Tuesday, December 01, 2015

Accessibility Audit Transparency ... how you can demonstrate your WCAG 2.0 conformance effort, and encourage others

WCAG 2.0 is the current w3c standard for web accessibility. Section 508 of the ADA, the Americans with Disabilities Act, is incorporating WCAG 2.0 standards into law. If you develop a web application, and get federal money or just want to do the right thing, this is important.

There are many tools that help developers to address accessibility problems with their web interfaces. Mostly, these problems are html tags and attributes that either interfere with the operation of assistive technologies, or they are parts of features that aren't accessible through these technologies. This is fixable. A subset of HTML5 known as WAI-ARIA can make WCAG conformance much easier, and most automated audit tools suggest using aria attributes.

If you use an audit tool for development, you can make progress on conformance. But how can you show that you're making progress? 

What? Why would we care about that? 

Because web development on a live site is incremental. For a complex web application, these audit tools can point out hundreds of WCAG 2.0 problems per view or page. Depending on your team's resources, it could take months or years to address all automatically-auditable aspects of your application.

So, say that you want to, essentially, say "We care! We're actually working on it! Look!" How can you demonstrate it? Well, hypothetically, if someone on your team, who is technical, has some extra time, they can keep a spreadsheet of the fixed problems, just in case anyone asks. Or, perhaps your bug-resolution process is public, and you've logged accessibility issues as bugs: that can demonstrate your continuing efforts.

Or, you can simply record your audits as you go, with this free service, using open source software, which I'm announcing here: wcag-audit.

As you can see from this example, which is run on wcag-audit itself, I downloaded our modified Google Chrome Accessibility Audit Extension, and ran the audit, which recorded the results. Then I fixed one accessibility problem, and ran the audit again. Then I fixed another ... and I was done (it's a simple webpage).

The chrome extension has only been modified to send the summary of audit results to the wcag-audit site for recording purposes. 

You can then hand out these wcag-audit links that reference your url's, to show your progress. Or, someone else may check your progress, or your deterioration, at any time -- keeping us all honest! Let's call that 'crowd-auditing'. In any case, your work becomes a matter of public record, without any extra effort to save evidence or create reports.

This small effort emerged out of work for the University of Oregon, whose many web applications include products for K-12 schools produced by the College of Education. We want to demonstrate that we care, that we're working on accessibility, and to publicly invite everyone else to reduce their automatically-auditable accessibility problems to zero. Let's make a friendly competition out of this. Of course, those audits are not all you need to do to provide a genuinely good web experience, for people using assistive technologies, but it's an important start.

The reason we used a Chrome accessibility audit extension, versus some other form of automation: we didn't want to deal with the state of anyone's program. It's up to you, when you audit your application, to know what the user is viewing, whether they are signed in, etc.

It begs the question, to be dealt with in the future, about what to do with webapps that don't track their important states with their hrefMost do not. You can keep track of the timestamp so you know which audit is yours, but the different application states will not be tracked publicly in a differentiating fashion, if wcag-audit doesn't know what the states and their values are. 

So, I would like to propose the following published states standard for webapps, SPA's, etc.: 

* hide a div with an id whose value is the href you do use, so it can be found.
* as the value of this div's html content, provide a JSON object of the safe-for-public-view names and values you need to differentiate the states of your browser-based application. 

In the next version, we will look for this hidden div. In this way, you can continue to hide your state values from the user, if you like. But you will need to start keeping track of states before you publish them in this way. So, if you do not track internal state, defined anyway you like, please start now -- in my opinion, it's a critical aspect of the future of programming, if we are to make any progress. Tracking internal states can make the inspection of program operation easier, and is a foundation for the explanation of the ideas used by particular developers to create their applications.

I should add, although it's obvious, that other kinds of audits can be carried out this way, i.e. public crowdsourced auditing, whether they are automated or not. Some already are, more or less: that's what a reputation or review is. All that's important here, is that the audits are public

These audits are also a kind of proof of system status -- we do this already with uptime, for example. Why not regarding other claims? Privacy, security, transparency, etc. -- all can be audited publicly, for real-time systems that commit to these values.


* Work required *
Print the entries exactly as they appear, and omit any images.

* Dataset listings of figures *
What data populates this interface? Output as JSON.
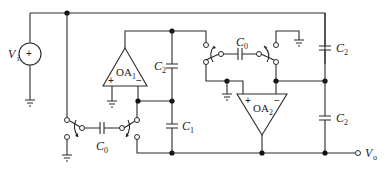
{
  "diagram": {
    "type": "switched-capacitor circuit",
    "source": {
      "label": "V",
      "sub": "i",
      "polarity": "+"
    },
    "output": {
      "label": "V",
      "sub": "o"
    },
    "opamps": [
      {
        "id": "OA1",
        "label": "OA",
        "sub": "1",
        "plus": "+",
        "minus": "−"
      },
      {
        "id": "OA2",
        "label": "OA",
        "sub": "2",
        "plus": "+",
        "minus": "−"
      }
    ],
    "capacitors": {
      "c0_top": {
        "label": "C",
        "sub": "0"
      },
      "c0_bottom": {
        "label": "C",
        "sub": "0"
      },
      "c1": {
        "label": "C",
        "sub": "1"
      },
      "c2_oa1": {
        "label": "C",
        "sub": "2"
      },
      "c2_right_top": {
        "label": "C",
        "sub": "2"
      },
      "c2_right_bottom": {
        "label": "C",
        "sub": "2"
      }
    },
    "colors": {
      "wire": "#2a2a2a",
      "background": "#ffffff"
    }
  }
}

* Result of the task *
What data populates this interface? Output as JSON.
{
  "diagram": {
    "type": "switched-capacitor circuit",
    "source": {
      "label": "V",
      "sub": "i",
      "polarity": "+"
    },
    "output": {
      "label": "V",
      "sub": "o"
    },
    "opamps": [
      {
        "id": "OA1",
        "label": "OA",
        "sub": "1",
        "plus": "+",
        "minus": "−"
      },
      {
        "id": "OA2",
        "label": "OA",
        "sub": "2",
        "plus": "+",
        "minus": "−"
      }
    ],
    "capacitors": {
      "c0_top": {
        "label": "C",
        "sub": "0"
      },
      "c0_bottom": {
        "label": "C",
        "sub": "0"
      },
      "c1": {
        "label": "C",
        "sub": "1"
      },
      "c2_oa1": {
        "label": "C",
        "sub": "2"
      },
      "c2_right_top": {
        "label": "C",
        "sub": "2"
      },
      "c2_right_bottom": {
        "label": "C",
        "sub": "2"
      }
    },
    "colors": {
      "wire": "#2a2a2a",
      "background": "#ffffff"
    }
  }
}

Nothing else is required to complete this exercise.